Required work
Upon reaching the line that contains "Image resolution: width=868" in the records below, begin repeating every line exactly through the last one, skipping pictures.

Exercise input Block Start

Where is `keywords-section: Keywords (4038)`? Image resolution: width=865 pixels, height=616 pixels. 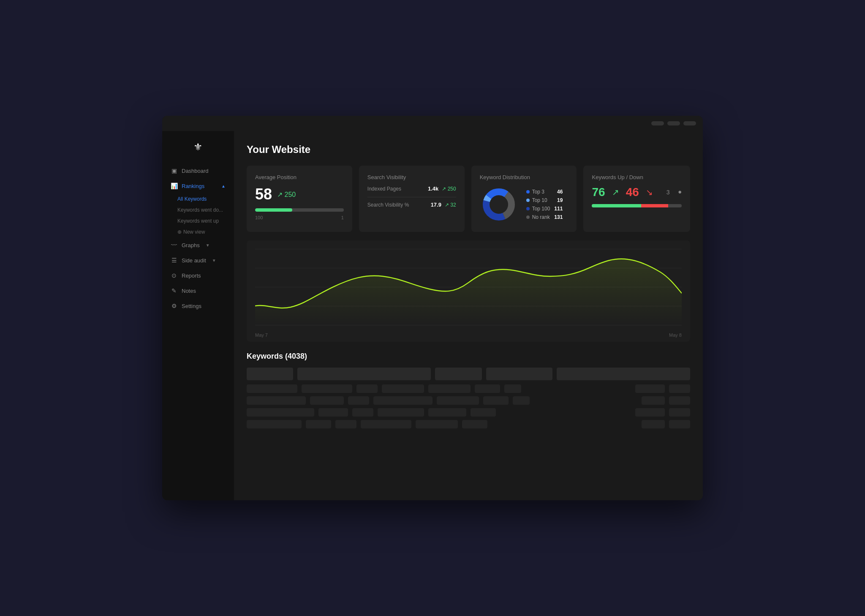 keywords-section: Keywords (4038) is located at coordinates (468, 390).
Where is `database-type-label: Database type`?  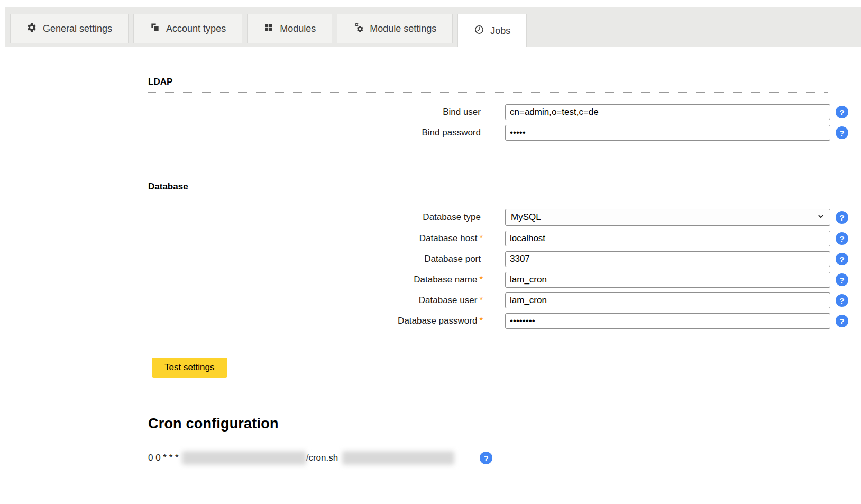 database-type-label: Database type is located at coordinates (315, 217).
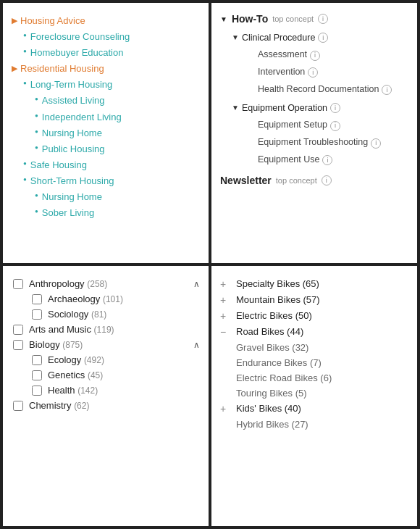 This screenshot has height=529, width=420. Describe the element at coordinates (322, 316) in the screenshot. I see `bike-label: Electric Bikes (50)` at that location.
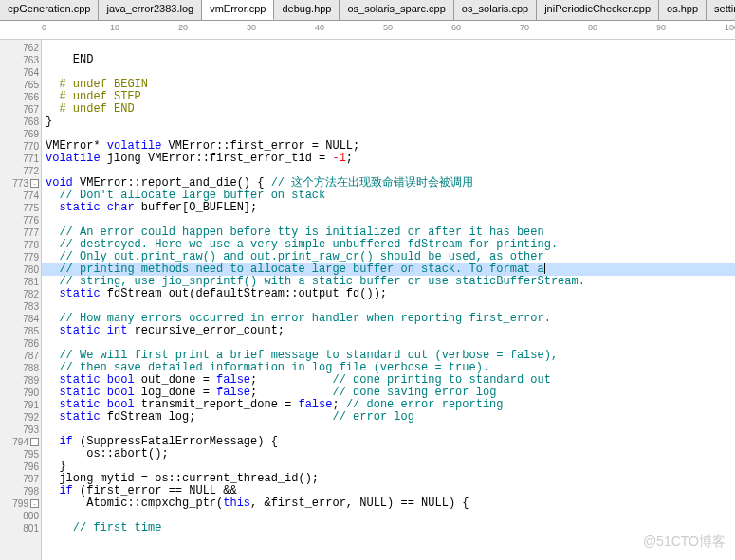  Describe the element at coordinates (19, 307) in the screenshot. I see `line-number: 783` at that location.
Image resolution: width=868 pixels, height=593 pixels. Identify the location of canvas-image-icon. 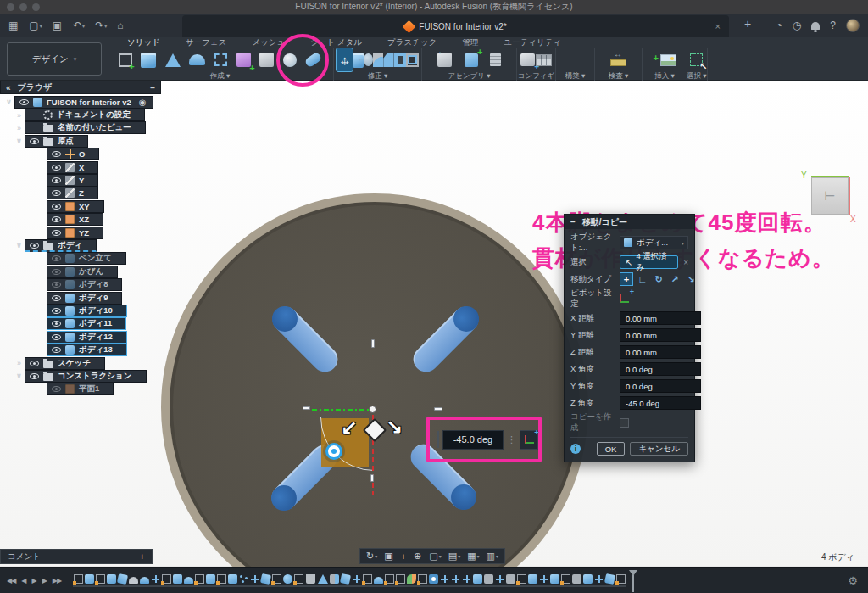
(668, 60).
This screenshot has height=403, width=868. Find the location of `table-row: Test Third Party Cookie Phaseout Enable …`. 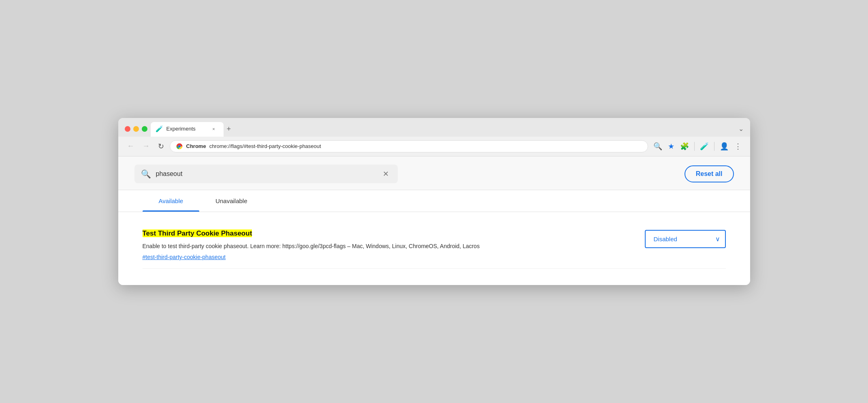

table-row: Test Third Party Cookie Phaseout Enable … is located at coordinates (434, 245).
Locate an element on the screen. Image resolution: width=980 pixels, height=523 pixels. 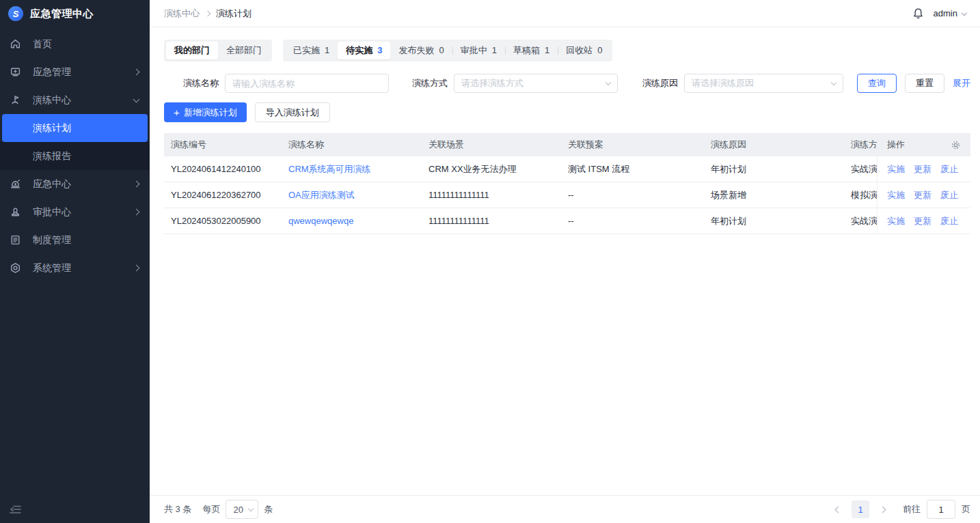
filter-name-group: 演练名称 is located at coordinates (286, 83).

Exercise input Block End

Problem solution
Image resolution: width=868 pixels, height=593 pixels. Identify the location of canvas-image-icon. 
(668, 60).
This screenshot has height=403, width=868. Find the location of `table-row: Test Third Party Cookie Phaseout Enable …`. 

table-row: Test Third Party Cookie Phaseout Enable … is located at coordinates (434, 245).
Locate an element on the screen. Image resolution: width=980 pixels, height=523 pixels. 
filter-name-group: 演练名称 is located at coordinates (286, 83).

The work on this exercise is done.